Drag Me to Hell – A Lesson for Ambitious Women Everywhere

After seeing the astonishingly good reviews for Sam Raimi’s new horror film Drag Me to Hell, I decided to check it out this weekend because I do love me a good scary movie and nothing worth seeing in the genre has come out in such a long time. It has been hailed as “hilarious” and a “roller coaster thrill ride” and I was anxious to see what all the fuss was about. What I got instead was to witness an hour and a half of the brutal punishment – and ultimate damnation – of a woman for the crime of trying to advance her career.
The main character, Christine Brown, is a loan officer at a local bank branch who has a lot of reasons to want to get ahead. She comes from a rural background and seems to have a lot of insecurities about being a “farm girl.” She also used to be fat, and she is portrayed as being having a deep and constant disgust for all things from her past. She is even shown trying to remove all traces of her country dialect from her speech. Furthermore, she is dating a man who is a new professor, and she feels pressure to impress his family by being an accomplished business woman. The assistant manager’s position at her bank is vacant, and she seems desperate to get the promotion over a male co-worker who is also in the running. So, when her boss tells her that she is not the front-runner because she often chooses to be generous and giving rather than making the “tough decisions” that will benefit the bank, she takes it very much to heart. Especially after her boss and her competition for the job send her to fetch their sandwiches for them at lunch time.


She is immediately presented with an opportunity to flex her “tough decision” muscle when an old woman who is presented as a disgusting, decrepit and sickly gypsy (a lot more issues right there) comes in asking for an extension on her loan in order to avoid being kicked out of her house. Christine’s first instinct is to help her, but then she remembers the fire in her belly and after consulting her boss (and getting a reminder about “tough decisions”) she chooses to deny the woman her third extension, thereby basically evicting her. The woman starts to beg, Christine refuses, she gets hostile and is escorted out by security. Christine is praised for the way she handles the situation by her boss.

That’s when shit really starts to go downhill. The old woman – who now becomes the villain of the story, what a surprise – waits for Christine after work, tries to kill her in her car, and then curses Christine with what we find out is the lamia, which is a curse that summons a goat from hell to torture and eventually take the soul of the cursed victim. The rest of the movie is Christine trying to fight off demons and getting physically and mentally tortured, vomited on and scared shitless before eventually being “dragged to hell.”

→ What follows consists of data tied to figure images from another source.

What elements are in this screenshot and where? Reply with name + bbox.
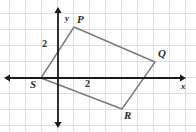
vertex-label-s: S (30, 79, 36, 90)
y-axis-tick-label-2: 2 (42, 39, 47, 49)
coordinate-plane-graphic (0, 0, 196, 132)
vertex-label-q: Q (158, 48, 166, 59)
y-axis-label: y (65, 14, 69, 23)
x-axis-tick-label-2: 2 (85, 79, 90, 89)
y-axis-arrow-up (54, 7, 61, 13)
figure-canvas: x y 2 2 P Q R S (0, 0, 196, 132)
x-axis-arrow-left (4, 74, 10, 81)
x-axis-label: x (181, 82, 186, 91)
axes (9, 12, 181, 123)
grid-lines (0, 0, 196, 132)
vertex-label-p: P (77, 14, 84, 25)
vertex-label-r: R (124, 110, 131, 121)
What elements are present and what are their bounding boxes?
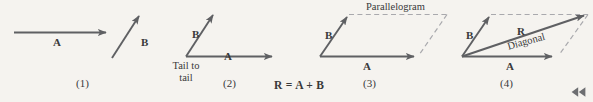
panel3-vector-b-label: B — [325, 30, 332, 42]
panel2-vector-b — [186, 15, 213, 57]
panel-1-graphics — [14, 16, 139, 58]
tail-to-tail-line-2: tail — [157, 72, 215, 84]
panel2-caption: (2) — [223, 78, 236, 90]
panel4-dashed-right — [559, 15, 588, 56]
rewind-icon[interactable] — [571, 86, 586, 98]
panel2-vector-b-label: B — [192, 29, 199, 41]
panel4-vector-b-label: B — [466, 30, 473, 42]
panel1-vector-a-label: A — [53, 37, 61, 49]
panel3-dashed-right — [419, 15, 447, 56]
panel1-vector-b — [112, 16, 139, 58]
panel-3-graphics — [320, 15, 447, 57]
panel3-vector-a-label: A — [363, 61, 371, 73]
tail-to-tail-line-1: Tail to — [157, 60, 215, 72]
panel4-caption: (4) — [500, 78, 513, 90]
panel1-caption: (1) — [76, 78, 89, 90]
vector-addition-figure: A B (1) A B Tail to tail (2) R = A + B A… — [0, 0, 593, 102]
panel2-tail-to-tail-label: Tail to tail — [157, 60, 215, 84]
panel4-vector-a-label: A — [506, 61, 514, 73]
panel2-vector-a-label: A — [224, 51, 232, 63]
panel3-caption: (3) — [363, 78, 376, 90]
panel1-vector-b-label: B — [141, 37, 148, 49]
resultant-formula: R = A + B — [274, 79, 324, 91]
panel3-parallelogram-label: Parallelogram — [366, 1, 425, 12]
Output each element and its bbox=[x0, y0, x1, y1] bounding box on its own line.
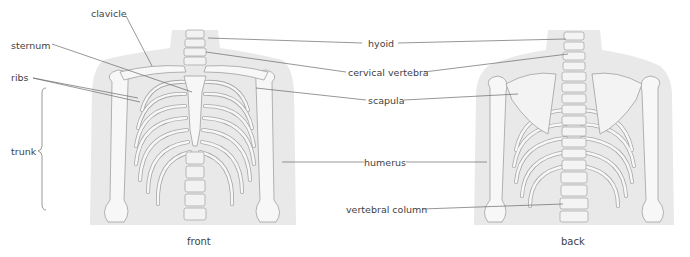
front-lumbar-spine bbox=[184, 152, 206, 220]
back-view bbox=[474, 30, 674, 225]
label-cervical-vertebra: cervical vertebra bbox=[348, 67, 429, 78]
label-scapula: scapula bbox=[368, 95, 405, 106]
label-sternum: sternum bbox=[11, 40, 51, 51]
label-trunk: trunk bbox=[11, 146, 36, 157]
label-ribs: ribs bbox=[11, 72, 29, 83]
label-humerus: humerus bbox=[364, 157, 406, 168]
label-clavicle: clavicle bbox=[91, 8, 127, 19]
label-vertebral-column: vertebral column bbox=[346, 204, 427, 215]
skeleton-diagram bbox=[0, 0, 690, 257]
trunk-brace bbox=[38, 88, 46, 210]
caption-back: back bbox=[561, 236, 585, 247]
label-hyoid: hyoid bbox=[368, 38, 394, 49]
caption-front: front bbox=[187, 236, 211, 247]
front-view bbox=[90, 30, 296, 225]
leader-hyoid-front bbox=[208, 38, 362, 43]
leader-hyoid-back bbox=[398, 39, 566, 43]
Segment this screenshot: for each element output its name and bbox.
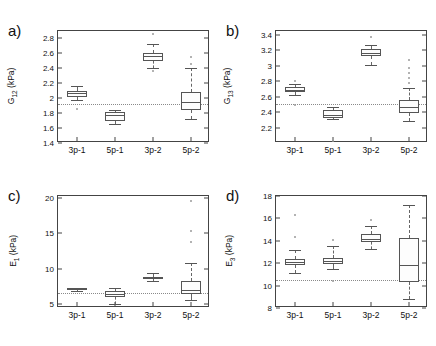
panel-a-ytick-mark-right (204, 143, 208, 144)
box-iqr (181, 281, 201, 294)
outlier-point (408, 67, 410, 69)
outlier-point (190, 230, 192, 232)
outlier-point (408, 59, 410, 61)
box-iqr (399, 238, 419, 282)
whisker-upper (409, 205, 410, 238)
whisker-upper (191, 263, 192, 281)
figure-boxplot-grid: a) G12 (kPa) 1.41.61.822.22.42.62.83p-15… (0, 0, 436, 346)
whisker-lower (409, 113, 410, 121)
panel-b-xtick-label-5p-1: 5p-1 (324, 141, 341, 155)
panel-d-ytick-label: 8 (268, 304, 276, 313)
panel-c-ytick-label: 15 (45, 229, 58, 238)
panel-d-xtick-label-5p-2: 5p-2 (400, 306, 417, 320)
panel-c-plot-area: 51015203p-15p-13p-25p-2 (57, 195, 209, 307)
cap-upper (403, 205, 415, 206)
cap-upper (185, 68, 197, 69)
panel-c-xtick-label-3p-2: 3p-2 (144, 306, 161, 320)
outlier-point (408, 72, 410, 74)
panel-b: b) G13 (kPa) 2.22.42.62.833.23.43p-15p-1… (218, 0, 436, 173)
panel-a-letter: a) (8, 22, 21, 39)
outlier-point (190, 63, 192, 65)
whisker-upper (409, 88, 410, 100)
panel-a-ytick-label: 2.4 (43, 64, 58, 73)
panel-c-letter: c) (8, 187, 21, 204)
panel-a-ytick-label: 2 (50, 94, 58, 103)
panel-d-ylabel: E3 (kPa) (224, 221, 236, 281)
panel-d-xtick-label-3p-1: 3p-1 (286, 306, 303, 320)
panel-b-ytick-label: 3.4 (261, 30, 276, 39)
panel-c-ytick-label: 10 (45, 264, 58, 273)
panel-c-ylabel-units: (kPa) (8, 235, 18, 255)
cap-lower (403, 121, 415, 122)
panel-a-ytick-label: 2.6 (43, 49, 58, 58)
panel-b-plot-area: 2.22.42.62.833.23.43p-15p-13p-25p-2 (275, 30, 427, 142)
median-line (181, 102, 201, 103)
whisker-upper (191, 68, 192, 92)
panel-a-ytick-label: 2.8 (43, 34, 58, 43)
panel-a-xtick-label-5p-1: 5p-1 (106, 141, 123, 155)
cap-lower (185, 119, 197, 120)
panel-b-ytick-label: 3 (268, 61, 276, 70)
panel-a-box-5p-2 (58, 31, 208, 141)
panel-b-box-5p-2 (276, 31, 426, 141)
panel-c-xtick-label-5p-1: 5p-1 (106, 306, 123, 320)
panel-d-xtick-label-5p-1: 5p-1 (324, 306, 341, 320)
panel-a-xtick-label-5p-2: 5p-2 (182, 141, 199, 155)
panel-b-ylabel-units: (kPa) (222, 68, 232, 88)
panel-a-ytick-label: 2.2 (43, 79, 58, 88)
panel-d: d) E3 (kPa) 810121416183p-15p-13p-25p-2 (218, 173, 436, 346)
panel-d-ytick-mark-right (422, 308, 426, 309)
panel-a-ytick-label: 1.8 (43, 109, 58, 118)
panel-c-xtick-label-5p-2: 5p-2 (182, 306, 199, 320)
outlier-point (408, 82, 410, 84)
cap-lower (185, 300, 197, 301)
outlier-point (190, 56, 192, 58)
panel-b-ytick-label: 2.6 (261, 92, 276, 101)
panel-b-xtick-label-3p-1: 3p-1 (286, 141, 303, 155)
panel-c-box-5p-2 (58, 196, 208, 306)
panel-d-ytick-label: 16 (263, 214, 276, 223)
panel-b-letter: b) (226, 22, 239, 39)
panel-c-ylabel-base: E (8, 261, 18, 267)
panel-d-ytick-label: 14 (263, 236, 276, 245)
cap-upper (185, 263, 197, 264)
panel-b-ytick-label: 3.2 (261, 46, 276, 55)
panel-d-plot-area: 810121416183p-15p-13p-25p-2 (275, 195, 427, 307)
panel-b-ytick-label: 2.8 (261, 77, 276, 86)
median-line (399, 107, 419, 108)
panel-a-ylabel: G12 (kPa) (6, 56, 18, 116)
panel-d-ylabel-units: (kPa) (224, 235, 234, 255)
whisker-lower (191, 110, 192, 119)
panel-a-xtick-label-3p-1: 3p-1 (68, 141, 85, 155)
panel-d-ytick-label: 18 (263, 192, 276, 201)
whisker-lower (409, 282, 410, 299)
panel-a-ytick-label: 1.6 (43, 124, 58, 133)
panel-c-ytick-label: 20 (45, 194, 58, 203)
panel-a-plot-area: 1.41.61.822.22.42.62.83p-15p-13p-25p-2 (57, 30, 209, 142)
panel-a: a) G12 (kPa) 1.41.61.822.22.42.62.83p-15… (0, 0, 218, 173)
outlier-point (190, 241, 192, 243)
panel-a-ylabel-units: (kPa) (6, 68, 16, 88)
panel-d-ytick-label: 10 (263, 281, 276, 290)
median-line (181, 290, 201, 291)
panel-b-xtick-label-3p-2: 3p-2 (362, 141, 379, 155)
panel-d-ytick-mark (276, 308, 280, 309)
outlier-point (408, 77, 410, 79)
panel-c: c) E1 (kPa) 51015203p-15p-13p-25p-2 (0, 173, 218, 346)
panel-d-box-5p-2 (276, 196, 426, 306)
panel-c-ylabel-sub: 1 (13, 258, 20, 262)
panel-d-ytick-label: 12 (263, 259, 276, 268)
panel-a-ylabel-sub: 12 (11, 90, 18, 97)
panel-b-xtick-label-5p-2: 5p-2 (400, 141, 417, 155)
panel-c-ylabel: E1 (kPa) (8, 221, 20, 281)
panel-d-ylabel-base: E (224, 261, 234, 267)
panel-b-ylabel-sub: 13 (227, 90, 234, 97)
median-line (399, 265, 419, 266)
panel-a-xtick-label-3p-2: 3p-2 (144, 141, 161, 155)
panel-d-ylabel-sub: 3 (229, 258, 236, 262)
panel-c-xtick-label-3p-1: 3p-1 (68, 306, 85, 320)
panel-b-ylabel: G13 (kPa) (222, 56, 234, 116)
cap-upper (403, 88, 415, 89)
panel-a-ytick-label: 1.4 (43, 139, 58, 148)
panel-d-xtick-label-3p-2: 3p-2 (362, 306, 379, 320)
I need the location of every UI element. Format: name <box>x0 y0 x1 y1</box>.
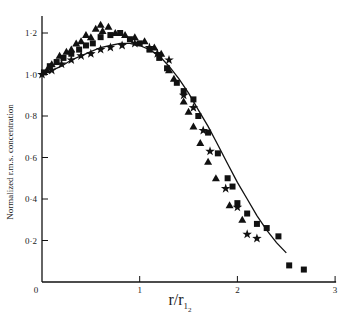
x-axis-label: r/r12 <box>168 291 192 314</box>
square-marker <box>205 130 211 136</box>
square-marker <box>264 225 270 231</box>
triangle-marker <box>99 27 107 34</box>
square-marker <box>83 42 89 48</box>
triangle-marker <box>226 201 234 208</box>
y-tick-label: 0·2 <box>25 236 37 246</box>
triangle-marker <box>204 158 212 165</box>
square-marker <box>230 184 236 190</box>
square-marker <box>137 40 143 46</box>
chart: 01230·20·40·60·81·01·2 Normalized r.m.s.… <box>0 0 352 332</box>
square-marker <box>54 59 60 65</box>
x-tick-label: 3 <box>333 285 338 295</box>
star-marker <box>242 229 252 238</box>
square-marker <box>90 40 96 46</box>
x-tick-label: 0 <box>34 285 39 295</box>
square-marker <box>254 221 260 227</box>
triangle-marker <box>196 139 204 146</box>
y-axis-label: Normalized r.m.s. concentration <box>5 104 15 220</box>
star-marker <box>117 41 127 50</box>
triangle-marker <box>180 97 188 104</box>
y-tick-label: 0·4 <box>25 194 37 204</box>
y-tick-label: 0·6 <box>25 153 37 163</box>
square-marker <box>117 30 123 36</box>
square-marker <box>301 267 307 273</box>
square-marker <box>286 262 292 268</box>
y-tick-label: 0·8 <box>25 111 37 121</box>
model-curve-path <box>42 43 286 253</box>
square-marker <box>275 233 281 239</box>
star-marker <box>205 146 215 155</box>
square-marker <box>215 150 221 156</box>
square-marker <box>164 65 170 71</box>
star-marker <box>106 43 116 52</box>
square-marker <box>225 175 231 181</box>
star-marker <box>221 184 231 193</box>
square-marker <box>190 96 196 102</box>
model-curve <box>42 43 286 253</box>
square-marker <box>98 34 104 40</box>
x-tick-label: 2 <box>235 285 240 295</box>
star-marker <box>252 233 262 242</box>
data-markers <box>37 21 307 273</box>
y-tick-label: 1·0 <box>25 70 37 80</box>
y-tick-label: 1·2 <box>25 28 37 38</box>
star-marker <box>96 45 106 54</box>
star-marker <box>189 103 199 112</box>
square-marker <box>107 32 113 38</box>
square-marker <box>195 113 201 119</box>
triangle-marker <box>104 23 112 30</box>
square-marker <box>174 80 180 86</box>
star-marker <box>233 202 243 211</box>
x-tick-label: 1 <box>137 285 142 295</box>
triangle-marker <box>189 122 197 129</box>
square-marker <box>244 211 250 217</box>
square-marker <box>127 36 133 42</box>
triangle-marker <box>212 174 220 181</box>
triangle-marker <box>238 216 246 223</box>
triangle-marker <box>97 21 105 28</box>
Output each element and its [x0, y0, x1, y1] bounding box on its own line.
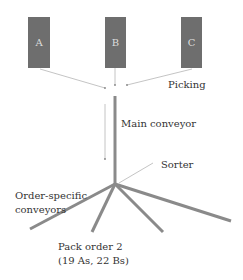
main-conveyor-label: Main conveyor: [121, 118, 196, 129]
pack-order-label-line2: (19 As, 22 Bs): [58, 255, 129, 266]
order-specific-label-line1: Order-specific: [15, 190, 87, 201]
svg-text:B: B: [112, 37, 119, 48]
picking-label: Picking: [168, 79, 206, 90]
pick-zone-c: C: [181, 17, 202, 68]
pack-order-label-line1: Pack order 2: [58, 241, 123, 252]
sorter-arrow: [119, 163, 153, 183]
pick-zone-b: B: [105, 17, 126, 68]
svg-text:A: A: [34, 37, 43, 48]
sorter-label: Sorter: [161, 159, 194, 170]
picking-sorting-diagram: A B C Picking Main co: [0, 0, 243, 280]
svg-text:C: C: [188, 37, 196, 48]
diagram-svg: A B C Picking Main co: [0, 0, 243, 280]
order-specific-label-line2: conveyors: [15, 204, 66, 215]
pick-zone-a: A: [28, 17, 50, 68]
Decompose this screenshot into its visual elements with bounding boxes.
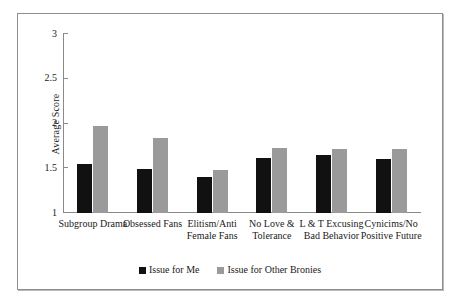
category-label: Cynicims/No Positive Future xyxy=(354,218,428,241)
legend-label: Issue for Me xyxy=(149,265,200,275)
bar xyxy=(272,148,287,213)
bar xyxy=(137,169,152,213)
legend-swatch-icon xyxy=(139,267,146,274)
bar-group: Elitism/Anti Female Fans xyxy=(182,34,242,213)
bar-group: Cynicims/No Positive Future xyxy=(361,34,421,213)
legend-swatch-icon xyxy=(217,267,224,274)
bar-pair xyxy=(361,34,421,213)
bar xyxy=(197,177,212,213)
chart-figure: Average Score 11.522.53 Subgroup DramaOb… xyxy=(17,13,443,290)
legend-item: Issue for Me xyxy=(139,265,200,275)
chart-legend: Issue for MeIssue for Other Bronies xyxy=(18,265,442,275)
legend-label: Issue for Other Bronies xyxy=(227,265,321,275)
bar-pair xyxy=(182,34,242,213)
bar-pair xyxy=(123,34,183,213)
bar xyxy=(376,159,391,213)
bar-group: Obsessed Fans xyxy=(123,34,183,213)
bar xyxy=(213,170,228,213)
y-tick-label: 2 xyxy=(52,118,57,128)
bar-group: L & T Excusing Bad Behavior xyxy=(302,34,362,213)
bar-pair xyxy=(63,34,123,213)
legend-item: Issue for Other Bronies xyxy=(217,265,321,275)
bar xyxy=(316,155,331,213)
y-tick-label: 2.5 xyxy=(45,73,58,83)
bar xyxy=(256,158,271,213)
bar xyxy=(332,149,347,213)
plot-area: Average Score 11.522.53 Subgroup DramaOb… xyxy=(63,34,421,213)
bar-group: No Love & Tolerance xyxy=(242,34,302,213)
bar xyxy=(153,138,168,213)
bar xyxy=(93,126,108,213)
bar-pair xyxy=(242,34,302,213)
bar-group: Subgroup Drama xyxy=(63,34,123,213)
y-tick-label: 3 xyxy=(52,29,57,39)
bar-pair xyxy=(302,34,362,213)
y-tick-label: 1.5 xyxy=(45,163,58,173)
y-tick-label: 1 xyxy=(52,208,57,218)
bar xyxy=(77,164,92,213)
bar xyxy=(392,149,407,213)
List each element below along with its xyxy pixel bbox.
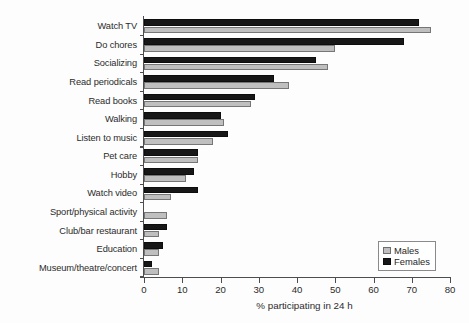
x-axis-tick-label: 50 xyxy=(330,284,341,295)
category-label: Walking xyxy=(105,114,137,124)
category-label: Hobby xyxy=(111,170,137,180)
bar-females xyxy=(144,94,255,101)
x-axis-tick xyxy=(297,278,298,283)
x-axis-tick xyxy=(335,278,336,283)
category-row: Hobby xyxy=(144,166,450,185)
chart-legend: Males Females xyxy=(378,241,436,271)
bar-females xyxy=(144,168,194,175)
x-axis-tick-label: 30 xyxy=(253,284,264,295)
legend-item-females: Females xyxy=(383,256,430,267)
bar-females xyxy=(144,224,167,231)
category-label: Socializing xyxy=(94,58,137,68)
x-axis-tick xyxy=(374,278,375,283)
x-axis-tick-label: 0 xyxy=(141,284,146,295)
bar-males xyxy=(144,27,431,34)
category-label: Pet care xyxy=(103,151,137,161)
bar-males xyxy=(144,45,335,52)
bar-males xyxy=(144,157,198,164)
category-label: Listen to music xyxy=(76,133,137,143)
bar-males xyxy=(144,82,289,89)
bar-females xyxy=(144,38,404,45)
category-row: Do chores xyxy=(144,36,450,55)
bar-females xyxy=(144,57,316,64)
bar-females xyxy=(144,149,198,156)
x-axis-tick xyxy=(144,278,145,283)
bar-females xyxy=(144,19,419,26)
plot-area: Watch TVDo choresSocializingRead periodi… xyxy=(144,17,450,277)
category-label: Read periodicals xyxy=(69,77,137,87)
legend-swatch-males-icon xyxy=(383,247,391,255)
category-label: Club/bar restaurant xyxy=(59,226,137,236)
bar-females xyxy=(144,187,198,194)
category-row: Listen to music xyxy=(144,128,450,147)
x-axis-tick xyxy=(259,278,260,283)
x-axis-tick-label: 60 xyxy=(368,284,379,295)
category-row: Read periodicals xyxy=(144,73,450,92)
bar-males xyxy=(144,119,224,126)
category-row: Walking xyxy=(144,110,450,129)
category-row: Watch video xyxy=(144,184,450,203)
x-axis-title: % participating in 24 h xyxy=(0,300,469,311)
bar-males xyxy=(144,64,328,71)
bar-males xyxy=(144,249,159,256)
category-label: Education xyxy=(97,244,137,254)
bar-females xyxy=(144,261,152,268)
bar-males xyxy=(144,138,213,145)
x-axis-tick-label: 40 xyxy=(292,284,303,295)
x-axis-tick-label: 10 xyxy=(177,284,188,295)
category-row: Sport/physical activity xyxy=(144,203,450,222)
category-row: Club/bar restaurant xyxy=(144,221,450,240)
bar-males xyxy=(144,268,159,275)
bar-females xyxy=(144,131,228,138)
category-label: Museum/theatre/concert xyxy=(39,263,137,273)
category-label: Watch video xyxy=(87,188,137,198)
x-axis-tick xyxy=(221,278,222,283)
x-axis-tick-label: 20 xyxy=(215,284,226,295)
legend-label-females: Females xyxy=(394,256,430,267)
bar-males xyxy=(144,212,167,219)
x-axis-tick xyxy=(182,278,183,283)
bar-females xyxy=(144,242,163,249)
category-label: Do chores xyxy=(96,40,137,50)
category-label: Sport/physical activity xyxy=(50,207,137,217)
category-label: Watch TV xyxy=(98,21,138,31)
category-row: Read books xyxy=(144,91,450,110)
legend-swatch-females-icon xyxy=(383,258,391,266)
legend-item-males: Males xyxy=(383,245,430,256)
category-row: Pet care xyxy=(144,147,450,166)
x-axis-tick xyxy=(450,278,451,283)
category-row: Socializing xyxy=(144,54,450,73)
bar-chart: Watch TVDo choresSocializingRead periodi… xyxy=(0,0,469,323)
bar-males xyxy=(144,101,251,108)
category-label: Read books xyxy=(88,96,137,106)
category-row: Watch TV xyxy=(144,17,450,36)
bar-females xyxy=(144,112,221,119)
x-axis-tick-label: 80 xyxy=(445,284,456,295)
x-axis-tick xyxy=(412,278,413,283)
bar-males xyxy=(144,175,186,182)
bar-males xyxy=(144,231,159,238)
bar-males xyxy=(144,194,171,201)
legend-label-males: Males xyxy=(394,245,419,256)
bar-females xyxy=(144,75,274,82)
x-axis-tick-label: 70 xyxy=(406,284,417,295)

The moral of the story? Women, don’t try to get ahead. Don’t try to fight your “womanly” tendency to be giving and empathetic for the sake of your career. Cause you know what will happen? You will be destroyed. Your soul will literally be taken to hell, where it obviously belongs if you sacrifice it on the altar of ambition instead of accepting your tiny place in the world. While not as gory as its recent predecessors in the genre like Saw, Drag me to Hell it is horrifying and the not-so-subtle inclusion of humor in the torture scenes made it all the more a slap in the face to me as a woman. I’m kind of appalled at this thinly-veiled cautionary tale for women who dare to be ambitious and I would love to hear your opinions about it.